First of all, be careful who you pitch to. Photobucket's investment bankers, prepping the company for a $300m sale, have projected incredible revenue growth in 2007; glossed over the company's bandwidth costs; and talked up the loyalty of the users of its photo sharing and display service. That may impress various tech news sites — but at the risk of annoying Photobucket's real audience, a small group of potential acquirors, who are definitely interested in Photobucket, but don't like to be snowed. Myspace could well have turned off access to the Photobucket video feature for technical reasons, but there is a side-benefit: the move puts the photo service in its place, and recalibrates its expectations of a giant deal payday.
There is a broader lesson. There are relatively few opportunities to create web brands as powerful as Myspace or Facebook, the two leading social networks. Also-ran sites tend, rather than simply folding, to piggyback on these standalone sites. In the best case, this can be an efficient marketing tactic. After all, Google grew by providing search for Yahoo users; by the time Yahoo switched off the Mountain View search engine, it was way too strong to stop.
But that's the exception. Most of these smaller products remain dependent: they can persuade themselves that they're spreading, cunningly, virally, through other sites; they can define themselves as a movement; predict web functionality will be distributed, and reassembled; that the standalone website is over; they can even attend conferences with fellow "widget" makers to make themselves feel like part of a movement. But that's simply the rationalization of failure: the only real power, on the web as in traditional media, is to control distribution, or a brand so powerful that consumers insist on it. If Photobucket can't face down Myspace, there isn't much hope for the myriad other widget companies with a fraction of its user base.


▸ Work instructions: Retype the data exactly, leaving nothing out.

(Saved entries)
########
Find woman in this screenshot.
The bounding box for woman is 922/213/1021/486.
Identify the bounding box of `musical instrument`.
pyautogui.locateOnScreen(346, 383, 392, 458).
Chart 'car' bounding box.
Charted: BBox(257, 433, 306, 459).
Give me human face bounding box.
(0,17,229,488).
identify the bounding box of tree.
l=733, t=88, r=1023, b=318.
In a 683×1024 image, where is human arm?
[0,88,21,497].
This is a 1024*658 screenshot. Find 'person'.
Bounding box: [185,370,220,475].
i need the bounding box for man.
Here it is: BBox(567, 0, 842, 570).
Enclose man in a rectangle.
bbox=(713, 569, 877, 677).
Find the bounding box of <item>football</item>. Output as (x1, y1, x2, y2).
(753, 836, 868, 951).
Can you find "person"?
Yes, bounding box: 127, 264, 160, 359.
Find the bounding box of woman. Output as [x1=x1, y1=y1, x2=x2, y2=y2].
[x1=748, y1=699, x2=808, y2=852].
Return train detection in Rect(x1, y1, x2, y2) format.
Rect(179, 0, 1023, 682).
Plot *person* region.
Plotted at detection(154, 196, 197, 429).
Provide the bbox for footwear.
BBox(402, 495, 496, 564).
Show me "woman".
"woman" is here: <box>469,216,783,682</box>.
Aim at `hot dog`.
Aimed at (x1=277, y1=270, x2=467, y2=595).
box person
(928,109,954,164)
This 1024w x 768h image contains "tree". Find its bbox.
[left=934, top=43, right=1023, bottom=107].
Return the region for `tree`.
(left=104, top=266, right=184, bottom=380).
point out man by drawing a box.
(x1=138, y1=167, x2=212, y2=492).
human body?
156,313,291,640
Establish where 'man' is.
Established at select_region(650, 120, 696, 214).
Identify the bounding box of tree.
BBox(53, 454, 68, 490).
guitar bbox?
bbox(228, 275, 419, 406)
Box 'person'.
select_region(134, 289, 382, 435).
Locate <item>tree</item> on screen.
########
▸ Written response:
Find woman in this screenshot.
The bounding box for woman is 922/213/1021/486.
Identify the bounding box of `musical instrument`.
pyautogui.locateOnScreen(346, 383, 392, 458).
Chart 'car' bounding box.
Charted: BBox(257, 433, 306, 459).
Give me human face bounding box.
(0,17,229,488).
identify the bounding box of tree.
l=733, t=88, r=1023, b=318.
In a 683×1024 image, where is human arm?
[0,88,21,497].
This is a 1024*658 screenshot. Find 'person'.
Bounding box: [185,370,220,475].
i need the bounding box for man.
Here it is: BBox(567, 0, 842, 570).
Enclose man in a rectangle.
bbox=(713, 569, 877, 677).
Find the bounding box of <item>football</item>. Output as (x1, y1, x2, y2).
(753, 836, 868, 951).
Can you find "person"?
Yes, bounding box: 127, 264, 160, 359.
Find the bounding box of woman. Output as [x1=x1, y1=y1, x2=x2, y2=y2].
[x1=748, y1=699, x2=808, y2=852].
Return train detection in Rect(x1, y1, x2, y2) format.
Rect(179, 0, 1023, 682).
Plot *person* region.
Plotted at detection(154, 196, 197, 429).
Provide the bbox for footwear.
BBox(402, 495, 496, 564).
Show me "woman".
"woman" is here: <box>469,216,783,682</box>.
Aim at `hot dog`.
Aimed at (x1=277, y1=270, x2=467, y2=595).
box person
(928,109,954,164)
This 1024w x 768h image contains "tree". Find its bbox.
[left=934, top=43, right=1023, bottom=107].
Return the region for `tree`.
(left=104, top=266, right=184, bottom=380).
point out man by drawing a box.
(x1=138, y1=167, x2=212, y2=492).
human body?
156,313,291,640
Establish where 'man' is.
Established at select_region(650, 120, 696, 214).
Identify the bounding box of tree.
BBox(53, 454, 68, 490).
guitar bbox?
bbox(228, 275, 419, 406)
Box 'person'.
select_region(134, 289, 382, 435).
Locate <item>tree</item> on screen.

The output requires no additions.